Sjonnie Boonstra developed AI techniques and optimization technology to support building designers in making influential decisions. Credit: Eindhoven University of Technology

The construction, exploitation, and demolition of buildings make up for about 40% to 60% of the total energy and resource expenditure in Europe. It goes without saying that improving the material and energy efficiency in the built environment will be very beneficial with respect to societal challenges like climate change, environmental pollution, and resource depletion. With the help of AI techniques and optimization technology, the Ph.D.-research of Sjonnie Boonstra can support designers to make influential decisions during the early stages of a building's design, aiming at improving material and energy efficiency.

When starting the design of a building, a designer has some ideas and a design brief in which the goals and constraints of the building are defined. Naturally, at this stage, the designer does not yet know about material costs or the energy demands of the final design. However, the design ideas and decisions at this preliminary stage have the most significant impact on these aspects. Imagine, for instance, what the impact of a building's shape, and orientation to the sun, is on the heating and cooling demands.

AI techniques and can help to explore design possibilities, however, even state-of-the-art optimization methods cannot deal with the sheer amount of design possibilities at the early stage of a design process. This is the challenge that has been addressed by the Ph.D.-research of Sjonnie Boonstra and his collaborator Koen van der Blom at Leiden University.

Methods based on expert systems

To do so, they focused on minimizing the material use and heating and cooling demand of a building design by changing the spatial layout and dimensions of a building. In Eindhoven, Boonstra has developed several methods based on : conformalisation, automated grammars, spatial modifications, zoning, and structural stabilization. These together can find promising ranges of design possibilities by a method that simulates the reciprocal influence of different disciplines on a building spatial design; so-called co-evolutionary design processes.

In Leiden, van der Blom developed state-of-the-art optimization methods that are tailored to early stage building spatial design. Boonstra then created a novel hybrid method by combining the simulations and the optimization methods, which uses optimization to explore the promising design possibilities that are found by the simulations. With this hybrid method it is now possible to effectively explore and suggest a much higher number of design possibilities.

Open source toolbox

To realize his research, Boonstra has developed and published an open source toolbox with the aim to support the development of new building spatial designs via design and optimization methods. This toolbox contains various methods to describe a building spatial design, automated techniques for the generation and evaluation of a building spatial design for different disciplines, and tools to visualize designs and analyze data.

Boonstra found that these tools may also have other applications, such as design support. In that light, he developed a new method to efficiently generate and suggest optimized structural designs, which can help designers to find optimal material layouts for the structural design of a .

The research is a promising step towards improved support for preliminary design. The developed methods have already successfully been applied in a design environment that is used in practice. Moreover, data generated during the research has been processed by data mining techniques to discover new design rules, which can be used both in the simulated co-evolutionary design processes and in practice.

NWO will finance a sequel Ph.D. project, which targets the inclusion of more design aspects like daylighting, the exploration of an even more sophisticated range of design possibilities, and user interaction.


Required work.
Write out the records again, exactly, leaving none out.

[[ Data section open ]]

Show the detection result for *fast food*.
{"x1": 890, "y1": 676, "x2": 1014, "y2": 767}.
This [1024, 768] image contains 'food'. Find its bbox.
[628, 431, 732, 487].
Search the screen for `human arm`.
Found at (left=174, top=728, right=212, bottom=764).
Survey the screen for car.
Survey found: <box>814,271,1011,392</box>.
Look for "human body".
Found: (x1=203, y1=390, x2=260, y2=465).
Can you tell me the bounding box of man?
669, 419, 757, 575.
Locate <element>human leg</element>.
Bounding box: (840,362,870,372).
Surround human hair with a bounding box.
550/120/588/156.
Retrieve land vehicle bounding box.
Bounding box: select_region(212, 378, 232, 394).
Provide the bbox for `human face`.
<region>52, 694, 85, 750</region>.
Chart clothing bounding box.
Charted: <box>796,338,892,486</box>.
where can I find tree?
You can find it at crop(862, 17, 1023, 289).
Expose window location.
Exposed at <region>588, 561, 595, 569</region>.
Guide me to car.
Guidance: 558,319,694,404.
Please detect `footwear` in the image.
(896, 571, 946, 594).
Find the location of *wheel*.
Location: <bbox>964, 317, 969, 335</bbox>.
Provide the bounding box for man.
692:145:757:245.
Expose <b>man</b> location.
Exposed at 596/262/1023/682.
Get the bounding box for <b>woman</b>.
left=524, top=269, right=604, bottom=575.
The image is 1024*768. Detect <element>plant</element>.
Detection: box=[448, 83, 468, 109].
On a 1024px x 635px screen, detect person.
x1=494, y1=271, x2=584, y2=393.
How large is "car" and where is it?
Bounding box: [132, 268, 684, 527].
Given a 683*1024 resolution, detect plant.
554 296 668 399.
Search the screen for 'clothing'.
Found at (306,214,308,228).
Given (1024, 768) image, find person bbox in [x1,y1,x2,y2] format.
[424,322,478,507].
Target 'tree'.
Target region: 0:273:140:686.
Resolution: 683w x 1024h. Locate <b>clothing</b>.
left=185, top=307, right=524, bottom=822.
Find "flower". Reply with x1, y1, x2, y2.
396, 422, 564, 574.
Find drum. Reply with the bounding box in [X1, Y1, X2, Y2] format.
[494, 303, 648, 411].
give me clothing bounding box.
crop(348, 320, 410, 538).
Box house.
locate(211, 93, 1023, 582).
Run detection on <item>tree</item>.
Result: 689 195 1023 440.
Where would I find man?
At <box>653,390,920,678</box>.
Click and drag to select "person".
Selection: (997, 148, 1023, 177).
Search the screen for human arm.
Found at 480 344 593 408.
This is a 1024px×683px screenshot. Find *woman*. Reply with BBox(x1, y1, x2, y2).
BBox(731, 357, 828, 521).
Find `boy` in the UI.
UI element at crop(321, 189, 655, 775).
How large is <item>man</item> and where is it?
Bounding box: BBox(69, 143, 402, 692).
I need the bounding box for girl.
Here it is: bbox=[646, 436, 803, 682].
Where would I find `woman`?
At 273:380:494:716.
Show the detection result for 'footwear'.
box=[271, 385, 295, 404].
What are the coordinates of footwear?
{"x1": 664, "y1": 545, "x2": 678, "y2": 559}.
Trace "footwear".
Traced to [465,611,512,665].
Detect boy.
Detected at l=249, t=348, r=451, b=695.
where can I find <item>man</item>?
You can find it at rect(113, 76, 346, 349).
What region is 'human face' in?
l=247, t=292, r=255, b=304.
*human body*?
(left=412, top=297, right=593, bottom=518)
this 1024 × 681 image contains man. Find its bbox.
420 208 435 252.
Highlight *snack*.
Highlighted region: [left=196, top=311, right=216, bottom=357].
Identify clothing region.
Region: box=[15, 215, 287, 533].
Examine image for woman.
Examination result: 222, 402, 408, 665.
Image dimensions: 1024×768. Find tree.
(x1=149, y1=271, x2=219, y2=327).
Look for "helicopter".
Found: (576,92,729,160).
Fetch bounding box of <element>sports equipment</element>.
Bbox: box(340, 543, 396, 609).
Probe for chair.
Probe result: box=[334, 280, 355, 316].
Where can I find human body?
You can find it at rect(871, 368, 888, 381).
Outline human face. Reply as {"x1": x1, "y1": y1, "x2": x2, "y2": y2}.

[[ Data section closed ]]

Solved problem.
Show the detection result for *fast food*.
{"x1": 890, "y1": 676, "x2": 1014, "y2": 767}.
This [1024, 768] image contains 'food'. Find its bbox.
[628, 431, 732, 487].
Search the screen for `human arm`.
Found at (left=174, top=728, right=212, bottom=764).
Survey the screen for car.
Survey found: <box>814,271,1011,392</box>.
Look for "human body".
Found: (x1=203, y1=390, x2=260, y2=465).
Can you tell me the bounding box of man?
669, 419, 757, 575.
Locate <element>human leg</element>.
Bounding box: (840,362,870,372).
Surround human hair with a bounding box.
550/120/588/156.
Retrieve land vehicle bounding box.
Bounding box: select_region(212, 378, 232, 394).
Provide the bbox for `human face`.
<region>52, 694, 85, 750</region>.
Chart clothing bounding box.
Charted: <box>796,338,892,486</box>.
where can I find tree?
You can find it at crop(862, 17, 1023, 289).
Expose window location.
Exposed at <region>588, 561, 595, 569</region>.
Guide me to car.
Guidance: 558,319,694,404.
Please detect `footwear` in the image.
(896, 571, 946, 594).
Find the location of *wheel*.
Location: <bbox>964, 317, 969, 335</bbox>.
Provide the bounding box for man.
692:145:757:245.
Expose <b>man</b> location.
Exposed at 596/262/1023/682.
Get the bounding box for <b>woman</b>.
left=524, top=269, right=604, bottom=575.
The image is 1024*768. Detect <element>plant</element>.
Detection: box=[448, 83, 468, 109].
On a 1024px x 635px screen, detect person.
x1=494, y1=271, x2=584, y2=393.
How large is "car" and where is it?
Bounding box: [132, 268, 684, 527].
Given a 683*1024 resolution, detect plant.
554 296 668 399.
Search the screen for 'clothing'.
Found at (306,214,308,228).
Given (1024, 768) image, find person bbox in [x1,y1,x2,y2] format.
[424,322,478,507].
Target 'tree'.
Target region: 0:273:140:686.
Resolution: 683w x 1024h. Locate <b>clothing</b>.
left=185, top=307, right=524, bottom=822.
Find "flower". Reply with x1, y1, x2, y2.
396, 422, 564, 574.
Find drum. Reply with the bounding box in [X1, Y1, X2, Y2] format.
[494, 303, 648, 411].
give me clothing bounding box.
crop(348, 320, 410, 538).
Box house.
locate(211, 93, 1023, 582).
Run detection on <item>tree</item>.
Result: 689 195 1023 440.
Where would I find man?
At <box>653,390,920,678</box>.
Click and drag to select "person".
Selection: (997, 148, 1023, 177).
Search the screen for human arm.
Found at 480 344 593 408.
This is a 1024px×683px screenshot. Find *woman*. Reply with BBox(x1, y1, x2, y2).
BBox(731, 357, 828, 521).
Find `boy` in the UI.
UI element at crop(321, 189, 655, 775).
How large is <item>man</item> and where is it?
Bounding box: BBox(69, 143, 402, 692).
I need the bounding box for girl.
Here it is: bbox=[646, 436, 803, 682].
Where would I find `woman`?
At 273:380:494:716.
Show the detection result for 'footwear'.
box=[271, 385, 295, 404].
What are the coordinates of footwear?
{"x1": 664, "y1": 545, "x2": 678, "y2": 559}.
Trace "footwear".
Traced to [465,611,512,665].
Detect boy.
Detected at l=249, t=348, r=451, b=695.
where can I find <item>man</item>?
You can find it at rect(113, 76, 346, 349).
What region is 'human face' in?
l=247, t=292, r=255, b=304.
*human body*?
(left=412, top=297, right=593, bottom=518)
this 1024 × 681 image contains man. Find its bbox.
420 208 435 252.
Highlight *snack*.
Highlighted region: [left=196, top=311, right=216, bottom=357].
Identify clothing region.
Region: box=[15, 215, 287, 533].
Examine image for woman.
Examination result: 222, 402, 408, 665.
Image dimensions: 1024×768. Find tree.
(x1=149, y1=271, x2=219, y2=327).
Look for "helicopter".
Found: (576,92,729,160).
Fetch bounding box of <element>sports equipment</element>.
Bbox: box(340, 543, 396, 609).
Probe for chair.
Probe result: box=[334, 280, 355, 316].
Where can I find human body?
You can find it at rect(871, 368, 888, 381).
Outline human face. Reply as {"x1": x1, "y1": y1, "x2": x2, "y2": y2}.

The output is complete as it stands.